'Lewd' e-mailers keep jobs
January 11, 2001
Workers suspended by a leading insurance company over the distribution of 'lewd' e-mails have been told their jobs are safe.
The Royal and Sun Alliance in Liverpool sacked 10 members of staff and suspended 77 after the offensive e-mails were discovered.
The suspended employees have received written warnings after disciplinary hearings into the offending images - one of which showed cartoon character Bart Simpson in a sexual clinch.
It is believed that appeal proceedings are under way with regard to the 10 who were dismissed.

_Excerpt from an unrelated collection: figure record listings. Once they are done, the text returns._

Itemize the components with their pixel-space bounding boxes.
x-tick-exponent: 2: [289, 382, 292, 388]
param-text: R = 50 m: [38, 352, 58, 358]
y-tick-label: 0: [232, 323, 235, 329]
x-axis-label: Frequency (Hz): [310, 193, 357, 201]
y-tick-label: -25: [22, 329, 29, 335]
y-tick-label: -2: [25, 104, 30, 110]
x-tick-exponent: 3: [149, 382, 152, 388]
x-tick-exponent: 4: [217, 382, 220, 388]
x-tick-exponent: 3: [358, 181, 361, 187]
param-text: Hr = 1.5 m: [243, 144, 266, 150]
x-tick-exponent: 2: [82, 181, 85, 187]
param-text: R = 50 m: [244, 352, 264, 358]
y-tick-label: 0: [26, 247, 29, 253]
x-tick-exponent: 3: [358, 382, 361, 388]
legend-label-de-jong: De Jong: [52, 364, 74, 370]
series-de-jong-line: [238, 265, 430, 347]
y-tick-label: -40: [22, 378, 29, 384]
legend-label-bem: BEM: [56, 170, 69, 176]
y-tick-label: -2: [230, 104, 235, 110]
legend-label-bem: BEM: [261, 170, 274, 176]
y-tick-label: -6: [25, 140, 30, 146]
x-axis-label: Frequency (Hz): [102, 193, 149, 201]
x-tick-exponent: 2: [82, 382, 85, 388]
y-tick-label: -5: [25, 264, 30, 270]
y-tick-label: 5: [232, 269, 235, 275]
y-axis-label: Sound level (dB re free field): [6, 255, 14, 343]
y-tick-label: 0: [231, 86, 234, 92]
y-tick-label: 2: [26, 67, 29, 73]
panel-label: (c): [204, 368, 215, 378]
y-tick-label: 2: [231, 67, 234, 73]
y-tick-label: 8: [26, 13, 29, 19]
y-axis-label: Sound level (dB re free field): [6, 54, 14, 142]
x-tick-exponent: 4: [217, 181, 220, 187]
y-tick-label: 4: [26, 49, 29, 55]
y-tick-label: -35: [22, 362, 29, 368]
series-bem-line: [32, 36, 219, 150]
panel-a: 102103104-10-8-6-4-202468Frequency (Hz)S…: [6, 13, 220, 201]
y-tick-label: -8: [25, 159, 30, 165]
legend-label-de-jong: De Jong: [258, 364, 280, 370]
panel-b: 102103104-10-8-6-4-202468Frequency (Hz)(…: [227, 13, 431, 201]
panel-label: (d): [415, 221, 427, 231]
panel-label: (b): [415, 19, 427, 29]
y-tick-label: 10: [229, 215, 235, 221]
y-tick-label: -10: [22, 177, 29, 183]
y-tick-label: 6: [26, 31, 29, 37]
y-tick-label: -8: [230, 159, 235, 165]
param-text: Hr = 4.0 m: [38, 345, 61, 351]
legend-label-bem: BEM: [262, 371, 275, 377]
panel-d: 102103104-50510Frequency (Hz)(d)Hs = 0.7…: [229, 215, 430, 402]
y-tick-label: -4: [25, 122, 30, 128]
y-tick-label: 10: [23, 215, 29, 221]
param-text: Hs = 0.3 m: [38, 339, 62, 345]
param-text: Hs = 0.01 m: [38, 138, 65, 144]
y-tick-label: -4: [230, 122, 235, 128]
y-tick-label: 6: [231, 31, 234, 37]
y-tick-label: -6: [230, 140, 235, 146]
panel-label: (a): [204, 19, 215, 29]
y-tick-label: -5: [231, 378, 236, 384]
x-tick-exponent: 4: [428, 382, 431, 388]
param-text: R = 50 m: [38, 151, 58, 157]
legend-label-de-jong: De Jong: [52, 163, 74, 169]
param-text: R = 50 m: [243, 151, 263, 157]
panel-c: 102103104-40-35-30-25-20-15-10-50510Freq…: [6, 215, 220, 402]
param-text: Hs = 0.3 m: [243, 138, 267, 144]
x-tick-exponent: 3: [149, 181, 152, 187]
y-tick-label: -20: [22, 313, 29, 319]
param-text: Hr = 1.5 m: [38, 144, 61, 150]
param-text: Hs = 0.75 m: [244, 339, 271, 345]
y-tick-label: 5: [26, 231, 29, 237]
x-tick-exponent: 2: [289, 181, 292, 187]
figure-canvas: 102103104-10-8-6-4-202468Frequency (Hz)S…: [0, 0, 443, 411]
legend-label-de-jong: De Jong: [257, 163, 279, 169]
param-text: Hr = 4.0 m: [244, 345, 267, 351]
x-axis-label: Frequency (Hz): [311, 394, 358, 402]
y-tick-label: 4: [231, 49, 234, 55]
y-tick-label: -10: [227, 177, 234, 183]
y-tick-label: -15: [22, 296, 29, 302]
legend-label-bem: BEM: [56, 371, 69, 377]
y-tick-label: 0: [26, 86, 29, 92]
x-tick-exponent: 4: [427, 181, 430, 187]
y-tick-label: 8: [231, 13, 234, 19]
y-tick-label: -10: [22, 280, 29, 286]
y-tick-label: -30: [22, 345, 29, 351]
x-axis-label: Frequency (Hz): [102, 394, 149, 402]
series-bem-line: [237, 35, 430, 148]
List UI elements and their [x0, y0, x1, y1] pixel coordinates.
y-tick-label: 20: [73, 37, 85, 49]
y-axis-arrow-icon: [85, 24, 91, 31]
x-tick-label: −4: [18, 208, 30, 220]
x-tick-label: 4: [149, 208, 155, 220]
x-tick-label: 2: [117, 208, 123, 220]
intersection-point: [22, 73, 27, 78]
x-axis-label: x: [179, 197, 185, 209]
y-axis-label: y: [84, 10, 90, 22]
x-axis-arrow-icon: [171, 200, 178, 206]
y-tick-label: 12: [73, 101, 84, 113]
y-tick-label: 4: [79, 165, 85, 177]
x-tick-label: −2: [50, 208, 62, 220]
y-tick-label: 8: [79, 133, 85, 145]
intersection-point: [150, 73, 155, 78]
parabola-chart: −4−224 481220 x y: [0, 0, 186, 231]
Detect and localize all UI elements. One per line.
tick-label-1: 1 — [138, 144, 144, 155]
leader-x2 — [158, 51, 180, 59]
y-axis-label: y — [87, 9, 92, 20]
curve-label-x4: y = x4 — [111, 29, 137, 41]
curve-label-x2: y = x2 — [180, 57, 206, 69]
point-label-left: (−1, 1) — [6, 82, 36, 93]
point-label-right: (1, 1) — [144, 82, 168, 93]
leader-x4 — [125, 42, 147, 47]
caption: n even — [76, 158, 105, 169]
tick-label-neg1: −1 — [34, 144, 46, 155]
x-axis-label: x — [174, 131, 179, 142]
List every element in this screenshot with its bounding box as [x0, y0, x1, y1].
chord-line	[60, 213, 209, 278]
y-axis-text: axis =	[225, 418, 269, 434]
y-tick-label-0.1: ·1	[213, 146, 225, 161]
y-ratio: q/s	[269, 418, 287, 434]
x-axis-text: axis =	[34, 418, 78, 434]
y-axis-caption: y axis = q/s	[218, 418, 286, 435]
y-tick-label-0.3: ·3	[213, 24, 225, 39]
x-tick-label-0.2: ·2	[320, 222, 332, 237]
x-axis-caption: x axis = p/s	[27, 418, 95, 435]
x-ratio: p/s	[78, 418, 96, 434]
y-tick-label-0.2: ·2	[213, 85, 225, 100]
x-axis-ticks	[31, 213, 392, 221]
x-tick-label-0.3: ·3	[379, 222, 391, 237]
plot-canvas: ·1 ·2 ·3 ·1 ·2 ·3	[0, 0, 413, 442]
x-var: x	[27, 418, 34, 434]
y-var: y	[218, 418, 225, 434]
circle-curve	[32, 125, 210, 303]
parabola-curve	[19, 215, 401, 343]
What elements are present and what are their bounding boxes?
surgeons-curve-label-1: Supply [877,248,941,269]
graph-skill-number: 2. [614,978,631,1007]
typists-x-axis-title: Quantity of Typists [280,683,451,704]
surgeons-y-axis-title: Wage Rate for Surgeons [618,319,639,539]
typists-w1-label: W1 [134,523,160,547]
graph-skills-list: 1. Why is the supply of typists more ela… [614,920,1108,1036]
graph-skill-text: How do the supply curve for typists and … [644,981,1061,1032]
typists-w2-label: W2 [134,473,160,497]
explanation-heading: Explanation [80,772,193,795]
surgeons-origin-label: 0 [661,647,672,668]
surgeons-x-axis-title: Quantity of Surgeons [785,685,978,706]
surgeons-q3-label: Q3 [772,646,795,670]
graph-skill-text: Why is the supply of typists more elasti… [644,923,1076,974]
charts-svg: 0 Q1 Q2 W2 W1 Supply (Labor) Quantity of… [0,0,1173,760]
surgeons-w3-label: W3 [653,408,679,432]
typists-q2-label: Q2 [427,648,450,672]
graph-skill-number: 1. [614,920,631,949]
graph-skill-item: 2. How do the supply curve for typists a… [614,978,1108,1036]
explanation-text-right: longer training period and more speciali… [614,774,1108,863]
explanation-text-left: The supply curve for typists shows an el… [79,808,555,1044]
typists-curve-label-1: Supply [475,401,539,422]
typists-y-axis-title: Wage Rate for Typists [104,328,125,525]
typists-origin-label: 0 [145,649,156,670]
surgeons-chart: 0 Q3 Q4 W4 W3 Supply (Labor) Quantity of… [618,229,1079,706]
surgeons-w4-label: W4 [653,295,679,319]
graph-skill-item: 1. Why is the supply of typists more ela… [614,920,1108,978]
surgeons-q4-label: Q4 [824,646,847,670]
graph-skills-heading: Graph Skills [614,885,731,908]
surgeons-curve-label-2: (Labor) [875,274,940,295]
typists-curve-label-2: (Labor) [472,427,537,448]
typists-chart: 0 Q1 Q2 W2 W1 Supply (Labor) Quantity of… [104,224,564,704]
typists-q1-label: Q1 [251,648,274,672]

Head of communications Paul Atkinson said the disciplinary hearings had taken place over the past few weeks and that the suspended workers had been reinstated on a gradual basis.
"There has been a range of actions taken - but the vast majority of those involved have received a written warning," he added.
"This indicates that the matter is taken very seriously.
"Some may see a cartoon as a bit of fun but I am sure most would recognise that this sort of thing is not acceptable at work."
An internal investigation - launched after a complaint by a member of staff - uncovered several doctored images.
These are believed to have included one of Kermit the Frog, of the Muppets TV programme, and another of a donkey.
Last week, the company defended its decision to dismiss its employees, saying the e-mails went "well beyond questionable adaptions of cartoons".
Warnings
Staff at the Liverpool office, where there are about 3,000 staff, and the company's other sites were sent guidelines about e-mail use last June, with warnings that offenders would be dealt with rigorously.
Government guidelines unveiled in October, under the Regulation of Investigatory Powers Act, gave companies the right to monitor their employees' e-mail.
But critics say the measures go too far, giving businesses too much freedom to snoop.
Legal experts have said that it will take the courts to sort out just how the regulations apply and what freedoms they give employers.
Smutty e-mail
The result of the legal action could be demands that employees only use e-mail and the internet for company business.
Products now on the market enable bosses to screen e-mails for suspect words or images, and even to record keyboard activity.
In December five law firm employees who forwarded copies of a smutty e-mail sent by a woman to her boyfriend were disciplined but not dismissed from their jobs at Norton Rose.
Mobile phone firm Orange and telecommunications company Cable and Wireless have both sacked staff for misusing the internet at work.